Appeals Court Sides With EPA On New Source Review Revision

A federal appeals court has rejected challenges to substantial portions of a 2002 rule to allow aging industrial plants modernize without buying expensive new pollution controls (State of New York vs. EPA, D.C. Cir., No. 021387A, June 24, 2005).

However, the U.S. Court of Appeals for the D.C. Circuit concluded that two aspects of the 2002 rule rest on impermissible interpretations of the Clean Air Act and a third is arbitrary and capricious. "Specifically, EPA erred in promulgating the Clean Unit applicability test, which measures emissions increases by looking to whether 'emissions limitations' have changed," the court stated. "Congress directed the agency to measure emissions increases in terms of changes in actual emissions.

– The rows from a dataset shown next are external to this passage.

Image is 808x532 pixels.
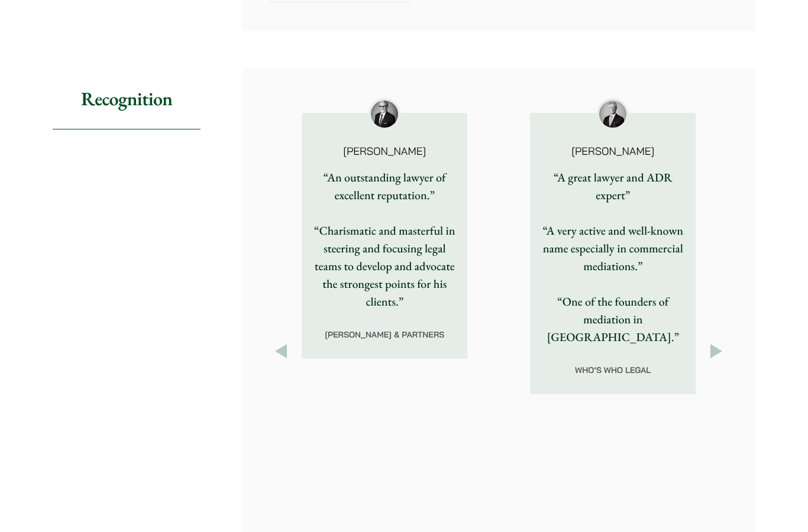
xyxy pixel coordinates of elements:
div: Who’s Who Legal [530,346,695,394]
h2: Recognition [52,69,201,130]
p: “A very active and well-known name especially in commercial mediations.” [539,222,686,275]
p: “An outstanding lawyer of excellent reputation.” [311,169,458,204]
p: “Charismatic and masterful in steering and focusing legal teams to develop and advocate the stron... [311,222,458,311]
p: “One of the founders of mediation in [GEOGRAPHIC_DATA].” [539,293,686,346]
p: “A great lawyer and ADR expert” [539,169,686,204]
div: [PERSON_NAME] & Partners [301,311,467,359]
button: Previous [270,340,292,362]
p: [PERSON_NAME] [549,146,677,157]
button: Next [706,340,727,362]
p: [PERSON_NAME] [321,146,448,157]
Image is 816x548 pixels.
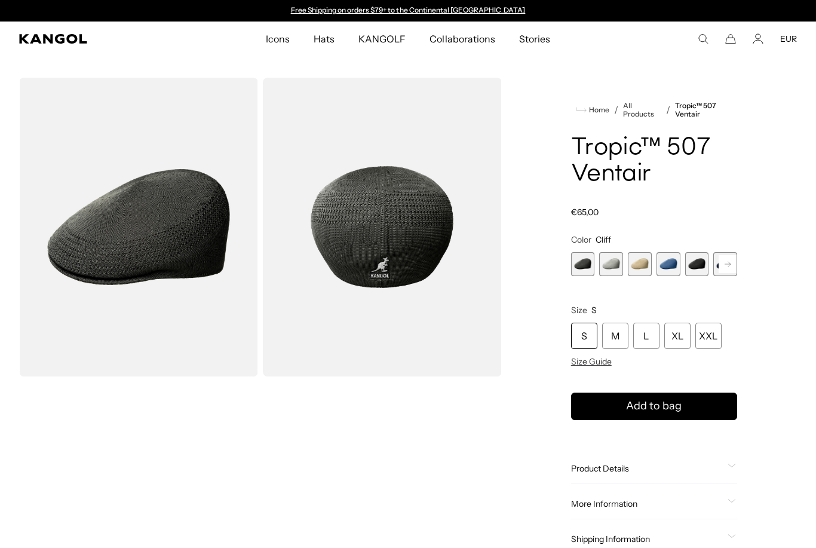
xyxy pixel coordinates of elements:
[602,322,628,349] div: M
[609,103,618,117] li: /
[623,102,661,118] a: All Products
[571,102,737,118] nav: breadcrumbs
[302,21,346,56] a: Hats
[661,103,670,117] li: /
[417,21,506,56] a: Collaborations
[725,33,736,44] button: Cart
[571,234,591,245] span: Color
[291,5,525,14] a: Free Shipping on orders $79+ to the Continental [GEOGRAPHIC_DATA]
[656,252,680,276] label: DENIM BLUE
[752,33,763,44] a: Account
[697,33,708,44] summary: Search here
[571,305,587,315] span: Size
[571,252,595,276] div: 1 of 9
[591,305,597,315] span: S
[507,21,562,56] a: Stories
[633,322,659,349] div: L
[19,78,258,376] img: color-cliff
[285,6,531,16] div: 1 of 2
[571,356,611,367] span: Size Guide
[263,78,502,376] img: color-cliff
[713,252,737,276] div: 6 of 9
[599,252,623,276] div: 2 of 9
[656,252,680,276] div: 4 of 9
[685,252,709,276] div: 5 of 9
[571,498,723,509] span: More Information
[599,252,623,276] label: Moonstruck
[285,6,531,16] slideshow-component: Announcement bar
[571,322,597,349] div: S
[19,78,502,376] product-gallery: Gallery Viewer
[576,104,609,115] a: Home
[685,252,709,276] label: Black
[664,322,690,349] div: XL
[266,21,290,56] span: Icons
[571,207,598,217] span: €65,00
[19,34,176,44] a: Kangol
[571,533,723,544] span: Shipping Information
[595,234,611,245] span: Cliff
[628,252,651,276] div: 3 of 9
[519,21,550,56] span: Stories
[571,252,595,276] label: Cliff
[313,21,334,56] span: Hats
[346,21,417,56] a: KANGOLF
[586,106,609,114] span: Home
[628,252,651,276] label: Beige
[571,392,737,420] button: Add to bag
[695,322,721,349] div: XXL
[571,135,737,187] h1: Tropic™ 507 Ventair
[285,6,531,16] div: Announcement
[254,21,302,56] a: Icons
[713,252,737,276] label: Navy
[429,21,494,56] span: Collaborations
[571,463,723,474] span: Product Details
[780,33,797,44] button: EUR
[626,398,681,414] span: Add to bag
[358,21,405,56] span: KANGOLF
[675,102,737,118] a: Tropic™ 507 Ventair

EPA also erred in exempting from New Source Review certain pollution control projects that decrease emissions of some pollutants but cause collateral increases of others. The statute authorizes no such exception."

The court also found that EPA acted arbitrarily and capriciously in determining that sources making changes need not keep records of their emissions if they see no reasonable possibility that these changes constitute modifications for NSR purposes. The agency failed to provide a reasoned explanation for how, absent such records, it can ensure compliance with NSR, the court concluded.

The final New Source Review Reform rule was published Dec. 31, 2002. New York and other states immediately filed a lawsuit challenging the NSR rule, including the actual-to-projected actual emissions test.

According to New York state Attorney General Eliot Spitzer, the D.C. Circuit's decision also acknowledges the right of states to adopt more protective air pollution programs or to keep their existing programs if they better protect the environment and public health than the new federal rules. "EPA's effort to force states to adopt its weaker rules contradicts more than 30 years of states' rights in environmental policy," said Spitzer.

Industry officials also challenged certain aspects of the rule, including the definition of modification. Industry said a modification should be based on the hourly rate of emissions as opposed to annual emissions. NPRA participated with the NSR Manufacturers Roundtable as intervenors in the case.

"Overall, we are pleased with the D.C. Court of Appeals decision," officials with the National Petrochemical & Refiners Association said. "The NSR reform rules allow refineries to proceed with pollution-preventing activities, and installation of new technology that helps reduce emissions. These reforms also consider industry plant operations as a whole, an important step to more efficient environmental regulation."

The court found the following elements permissible interpretations of the CAA and not otherwise arbitrary and capricious: the use of past emissions and projected future actual emissions, rather than potential emissions, in measuring emissions increases; the use of a 10-year lookback period in selecting the two-year baseline period for measuring past actual emissions; the use of a five-year lookback period in certain circumstances; the abandonment of a provision authorizing states to use source-specific allowable emissions in measuring baseline emissions; the exclusion of increases due to unrelated demand growth from the measurement of projected future actual emissions; and the Plantwide Applicability Limitations program. The court also find meritless certain procedural challenges related to lack of notice.

Finally, industry challenges to passages in the preambles of the 2002 and a 1992 rule, as well as government challenges to the implementation of the 2002 rule, are unripe for review.